Bulletin of the American Physical Society
76th Annual Meeting of the Division of Fluid Dynamics
Sunday–Tuesday, November 19–21, 2023; Washington, DC
Session T39: Interfacial Phenomena I
4:25 PM–5:56 PM,
Monday, November 20, 2023
Room: 204B
Chair: Fernando Temprano-Coleto, Princeton University
Abstract: T39.00005 : Exogenous-endogenous surfactant iteraction yields heterogenous spreading in complex branching networks
5:17 PM–5:30 PM
Presenter:
Richard Mcnair
(University of Manchester)
Authors:
Richard Mcnair
(University of Manchester)
Fernando Temprano-Coleto
(Princeton University)
Frederic Gibou
(University of California, Santa Barbara)
Paolo Luzzatto-Fegiz
(University of California, Santa Barbara)
François J Peaudecerf
(University of Rennes)
Oliver E Jensen
(University of Manchester)
Julien R Landel
(Univ of Manchester)
Experiments1 have shown that surfactant introduced at the entrance of a maze filled with a shallow layer of milk can induce a flow in the liquid which spontaneously finds the solution path, effectively solving the maze with minimal flow into dead-end sections. Here, we test the hypothesis that this maze-solving behaviour is due to the dynamics of a second species of surfactant endogenous to the liquid. Lubrication theory can be used to derive equations capturing the Marangoni flow induced by surfactants, which reduce to a nonlinear diffusion equation2 describing the spread of the exogenous surfactant in a large-gravity and low-Reynolds-number limit. Treating both species of surfactant as a single concentration field, we solve this equation simultaneously with a kinematic equation to track the exogenous front locations.
To solve the governing equation on a network representing the topology of the maze, we construct a mass-conserving mimetic-finite-difference (MFD) scheme using tools from discrete calculus and graph theory. We find that the simulation qualitatively captures the maze-solving behaviour observed in the experiment, with the result dependent on only two fitting parameters: the mass ratio of exogenous to endogenous surfactant, and the initial ratio of the surfactant concentrations. A modal decomposition of the MFD Laplacian operator shows that only three dominant modes are needed to qualitatively capture the key behaviour of maze solving, and the experimentally observed behaviour of receding in dead end sections.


Find the lines in the records below that contain "forms", and report each of them.

**** Data extracts ****

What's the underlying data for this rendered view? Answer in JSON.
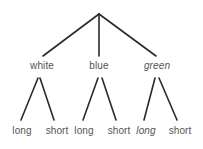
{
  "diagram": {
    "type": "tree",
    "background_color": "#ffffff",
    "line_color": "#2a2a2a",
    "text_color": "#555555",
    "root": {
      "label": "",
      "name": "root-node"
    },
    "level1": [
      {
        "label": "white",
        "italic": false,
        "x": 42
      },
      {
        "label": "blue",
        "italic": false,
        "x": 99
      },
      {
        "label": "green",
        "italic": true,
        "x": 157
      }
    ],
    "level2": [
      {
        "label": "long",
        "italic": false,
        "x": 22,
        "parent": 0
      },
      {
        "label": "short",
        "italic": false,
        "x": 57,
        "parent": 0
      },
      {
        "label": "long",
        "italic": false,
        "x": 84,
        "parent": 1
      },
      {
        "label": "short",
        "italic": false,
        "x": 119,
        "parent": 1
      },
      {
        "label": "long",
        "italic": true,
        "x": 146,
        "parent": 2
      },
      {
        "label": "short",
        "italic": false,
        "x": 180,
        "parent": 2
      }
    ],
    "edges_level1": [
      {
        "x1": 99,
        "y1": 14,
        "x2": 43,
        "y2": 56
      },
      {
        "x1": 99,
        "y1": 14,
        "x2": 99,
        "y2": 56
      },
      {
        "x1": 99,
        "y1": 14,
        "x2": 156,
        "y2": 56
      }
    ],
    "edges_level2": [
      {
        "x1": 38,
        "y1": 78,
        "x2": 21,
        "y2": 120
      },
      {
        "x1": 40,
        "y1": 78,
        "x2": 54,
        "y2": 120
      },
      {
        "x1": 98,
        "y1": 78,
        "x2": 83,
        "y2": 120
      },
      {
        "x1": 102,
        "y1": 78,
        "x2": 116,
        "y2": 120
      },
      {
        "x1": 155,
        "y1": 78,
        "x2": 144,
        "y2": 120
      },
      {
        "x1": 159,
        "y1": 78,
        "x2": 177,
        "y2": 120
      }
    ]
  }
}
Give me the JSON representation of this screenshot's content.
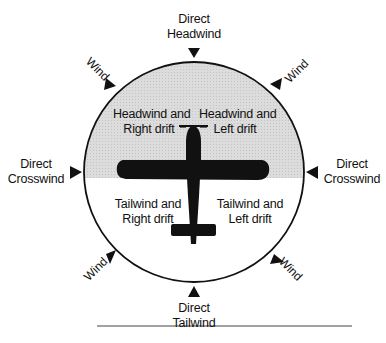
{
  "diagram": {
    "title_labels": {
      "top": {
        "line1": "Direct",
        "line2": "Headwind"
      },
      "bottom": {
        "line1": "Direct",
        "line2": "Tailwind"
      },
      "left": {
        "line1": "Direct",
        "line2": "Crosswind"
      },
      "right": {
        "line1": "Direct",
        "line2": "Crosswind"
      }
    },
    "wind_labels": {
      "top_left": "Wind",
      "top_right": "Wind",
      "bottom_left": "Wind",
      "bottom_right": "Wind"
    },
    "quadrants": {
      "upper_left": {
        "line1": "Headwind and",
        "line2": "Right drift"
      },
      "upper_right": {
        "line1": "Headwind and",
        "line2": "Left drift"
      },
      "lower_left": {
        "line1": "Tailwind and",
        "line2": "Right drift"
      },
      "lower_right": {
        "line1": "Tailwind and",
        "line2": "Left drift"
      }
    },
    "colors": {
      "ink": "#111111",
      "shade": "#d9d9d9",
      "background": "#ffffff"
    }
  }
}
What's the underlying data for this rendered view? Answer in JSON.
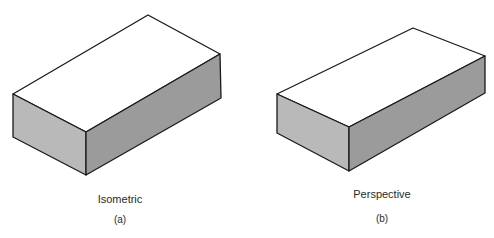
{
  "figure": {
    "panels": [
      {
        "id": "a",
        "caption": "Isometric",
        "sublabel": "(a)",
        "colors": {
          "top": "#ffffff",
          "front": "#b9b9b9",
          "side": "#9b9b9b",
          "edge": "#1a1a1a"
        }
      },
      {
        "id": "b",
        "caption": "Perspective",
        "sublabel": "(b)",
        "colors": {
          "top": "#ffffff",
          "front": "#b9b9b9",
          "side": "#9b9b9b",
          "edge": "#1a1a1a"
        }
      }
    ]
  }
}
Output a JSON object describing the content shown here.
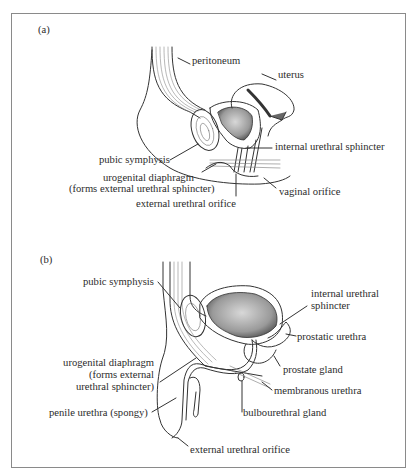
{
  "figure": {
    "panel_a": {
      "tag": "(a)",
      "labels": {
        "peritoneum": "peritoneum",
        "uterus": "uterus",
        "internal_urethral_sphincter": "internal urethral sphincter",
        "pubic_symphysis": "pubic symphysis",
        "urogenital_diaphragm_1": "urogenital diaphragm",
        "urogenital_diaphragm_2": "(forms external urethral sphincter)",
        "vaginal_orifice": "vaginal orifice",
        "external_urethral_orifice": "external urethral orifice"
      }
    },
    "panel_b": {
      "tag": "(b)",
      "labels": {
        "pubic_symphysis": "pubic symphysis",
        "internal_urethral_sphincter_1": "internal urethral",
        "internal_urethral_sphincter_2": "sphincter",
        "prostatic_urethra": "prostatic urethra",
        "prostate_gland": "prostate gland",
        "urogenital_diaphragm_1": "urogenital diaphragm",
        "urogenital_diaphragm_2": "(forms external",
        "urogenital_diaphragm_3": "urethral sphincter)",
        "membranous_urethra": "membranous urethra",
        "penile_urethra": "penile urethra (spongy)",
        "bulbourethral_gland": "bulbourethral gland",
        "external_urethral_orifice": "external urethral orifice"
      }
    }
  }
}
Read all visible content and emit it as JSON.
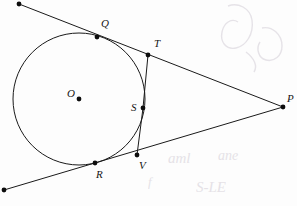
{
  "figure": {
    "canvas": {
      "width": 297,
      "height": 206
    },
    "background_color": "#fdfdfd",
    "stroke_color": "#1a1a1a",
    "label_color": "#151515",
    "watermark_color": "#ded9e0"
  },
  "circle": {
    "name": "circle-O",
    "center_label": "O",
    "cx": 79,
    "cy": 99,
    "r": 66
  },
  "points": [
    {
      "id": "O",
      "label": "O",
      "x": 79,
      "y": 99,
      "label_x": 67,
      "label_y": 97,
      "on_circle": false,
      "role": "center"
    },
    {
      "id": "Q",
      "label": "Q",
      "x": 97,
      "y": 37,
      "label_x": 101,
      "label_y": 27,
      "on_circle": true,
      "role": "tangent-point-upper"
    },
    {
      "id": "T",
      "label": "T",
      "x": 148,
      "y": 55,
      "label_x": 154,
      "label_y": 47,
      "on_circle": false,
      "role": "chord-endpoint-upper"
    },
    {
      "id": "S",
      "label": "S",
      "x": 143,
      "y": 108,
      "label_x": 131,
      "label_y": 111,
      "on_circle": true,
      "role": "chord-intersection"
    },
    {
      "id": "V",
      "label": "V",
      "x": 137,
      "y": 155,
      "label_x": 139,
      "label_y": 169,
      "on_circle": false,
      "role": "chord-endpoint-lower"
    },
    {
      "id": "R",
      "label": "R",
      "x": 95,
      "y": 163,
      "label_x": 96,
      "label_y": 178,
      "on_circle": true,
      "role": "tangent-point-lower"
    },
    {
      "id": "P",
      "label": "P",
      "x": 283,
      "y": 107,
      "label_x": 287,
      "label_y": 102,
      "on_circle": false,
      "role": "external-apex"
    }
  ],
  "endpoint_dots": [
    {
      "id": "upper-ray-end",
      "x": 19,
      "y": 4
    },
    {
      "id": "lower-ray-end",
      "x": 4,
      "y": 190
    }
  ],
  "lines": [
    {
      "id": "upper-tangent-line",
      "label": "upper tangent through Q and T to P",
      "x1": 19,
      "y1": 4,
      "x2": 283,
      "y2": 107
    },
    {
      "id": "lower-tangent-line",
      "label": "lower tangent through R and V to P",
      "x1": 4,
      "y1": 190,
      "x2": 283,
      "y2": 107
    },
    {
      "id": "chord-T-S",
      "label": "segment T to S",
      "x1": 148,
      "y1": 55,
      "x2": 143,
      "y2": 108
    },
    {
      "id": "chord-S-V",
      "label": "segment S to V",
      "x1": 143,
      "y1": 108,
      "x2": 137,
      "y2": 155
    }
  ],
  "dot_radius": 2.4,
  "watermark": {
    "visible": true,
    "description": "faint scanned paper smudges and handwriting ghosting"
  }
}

****
**** Data extracts ****

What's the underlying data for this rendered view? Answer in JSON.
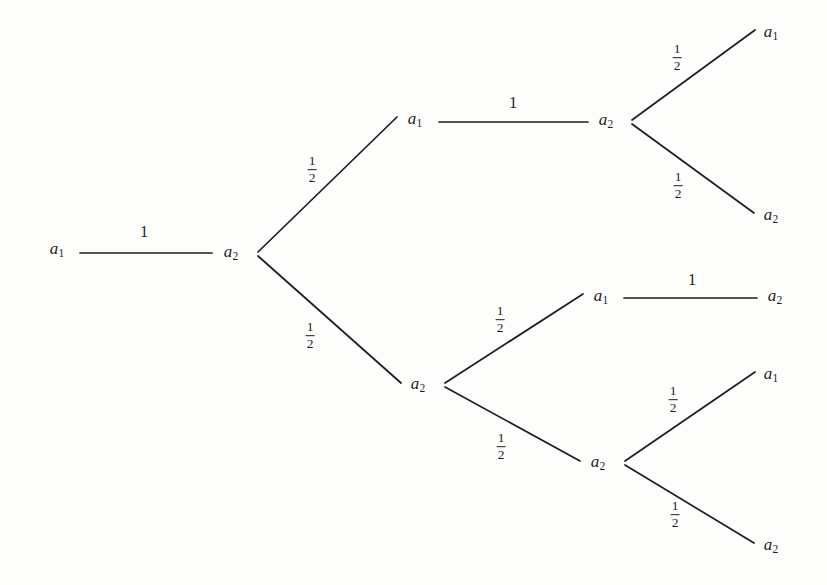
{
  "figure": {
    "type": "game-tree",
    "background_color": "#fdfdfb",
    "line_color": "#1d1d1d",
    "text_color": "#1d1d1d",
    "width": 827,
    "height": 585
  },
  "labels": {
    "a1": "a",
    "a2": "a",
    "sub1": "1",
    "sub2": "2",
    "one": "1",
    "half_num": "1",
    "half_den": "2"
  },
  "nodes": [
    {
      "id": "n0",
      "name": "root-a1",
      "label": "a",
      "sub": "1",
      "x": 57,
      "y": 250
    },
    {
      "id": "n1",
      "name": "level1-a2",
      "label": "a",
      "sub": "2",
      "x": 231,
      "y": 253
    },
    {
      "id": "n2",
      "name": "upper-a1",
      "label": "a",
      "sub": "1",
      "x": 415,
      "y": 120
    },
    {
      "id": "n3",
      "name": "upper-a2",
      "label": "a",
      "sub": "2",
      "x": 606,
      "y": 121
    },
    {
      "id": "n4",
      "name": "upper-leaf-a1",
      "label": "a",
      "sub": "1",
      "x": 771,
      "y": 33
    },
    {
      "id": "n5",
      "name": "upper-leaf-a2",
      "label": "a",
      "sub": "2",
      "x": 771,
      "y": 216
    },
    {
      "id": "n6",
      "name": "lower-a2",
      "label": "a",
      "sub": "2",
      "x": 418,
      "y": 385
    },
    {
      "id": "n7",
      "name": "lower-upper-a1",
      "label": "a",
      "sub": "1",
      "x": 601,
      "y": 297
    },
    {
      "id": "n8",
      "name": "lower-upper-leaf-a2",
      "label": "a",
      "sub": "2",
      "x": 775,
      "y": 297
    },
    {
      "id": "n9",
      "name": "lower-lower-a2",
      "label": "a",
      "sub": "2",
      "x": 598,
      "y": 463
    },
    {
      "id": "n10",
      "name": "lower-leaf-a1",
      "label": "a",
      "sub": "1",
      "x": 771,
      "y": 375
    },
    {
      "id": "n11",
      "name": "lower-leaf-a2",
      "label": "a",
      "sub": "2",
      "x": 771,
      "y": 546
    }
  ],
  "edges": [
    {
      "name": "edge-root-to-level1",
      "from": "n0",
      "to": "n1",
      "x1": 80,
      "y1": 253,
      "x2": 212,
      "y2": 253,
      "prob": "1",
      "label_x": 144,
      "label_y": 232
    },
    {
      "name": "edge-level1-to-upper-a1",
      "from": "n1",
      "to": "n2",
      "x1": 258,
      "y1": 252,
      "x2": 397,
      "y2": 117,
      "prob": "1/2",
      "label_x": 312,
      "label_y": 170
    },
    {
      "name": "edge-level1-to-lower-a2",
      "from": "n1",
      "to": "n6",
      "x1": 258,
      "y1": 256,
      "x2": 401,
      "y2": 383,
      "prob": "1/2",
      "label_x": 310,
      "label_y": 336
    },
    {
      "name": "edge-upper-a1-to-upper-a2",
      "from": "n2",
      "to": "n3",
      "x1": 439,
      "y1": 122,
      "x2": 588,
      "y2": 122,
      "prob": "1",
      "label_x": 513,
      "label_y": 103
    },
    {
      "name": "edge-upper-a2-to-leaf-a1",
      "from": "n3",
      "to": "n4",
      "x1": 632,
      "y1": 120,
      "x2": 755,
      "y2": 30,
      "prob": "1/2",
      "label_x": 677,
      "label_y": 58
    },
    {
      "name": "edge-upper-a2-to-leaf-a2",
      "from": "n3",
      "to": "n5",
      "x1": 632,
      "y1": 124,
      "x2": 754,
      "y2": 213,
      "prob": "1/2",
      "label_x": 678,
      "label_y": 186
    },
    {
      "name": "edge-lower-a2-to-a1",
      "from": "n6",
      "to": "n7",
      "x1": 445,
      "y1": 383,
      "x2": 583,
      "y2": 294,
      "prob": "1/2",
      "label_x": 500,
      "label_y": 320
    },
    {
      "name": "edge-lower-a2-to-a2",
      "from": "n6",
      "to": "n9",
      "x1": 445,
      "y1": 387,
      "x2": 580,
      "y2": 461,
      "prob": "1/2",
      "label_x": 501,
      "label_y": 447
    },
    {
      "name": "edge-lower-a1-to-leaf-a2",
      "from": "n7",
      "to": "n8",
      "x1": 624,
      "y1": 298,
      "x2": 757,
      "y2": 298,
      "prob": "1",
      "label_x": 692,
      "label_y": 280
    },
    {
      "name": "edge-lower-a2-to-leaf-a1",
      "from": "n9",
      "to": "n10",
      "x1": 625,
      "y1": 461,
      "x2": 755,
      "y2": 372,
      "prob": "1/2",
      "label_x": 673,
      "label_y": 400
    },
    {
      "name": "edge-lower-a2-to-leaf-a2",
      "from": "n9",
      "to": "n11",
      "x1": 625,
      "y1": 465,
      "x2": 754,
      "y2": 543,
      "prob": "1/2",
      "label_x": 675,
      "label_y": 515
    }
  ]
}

****

• **Response to this task**
        "urogenital_diaphragm_2": "(forms external urethral sphincter)",
        "urogenital_diaphragm_2": "(forms external",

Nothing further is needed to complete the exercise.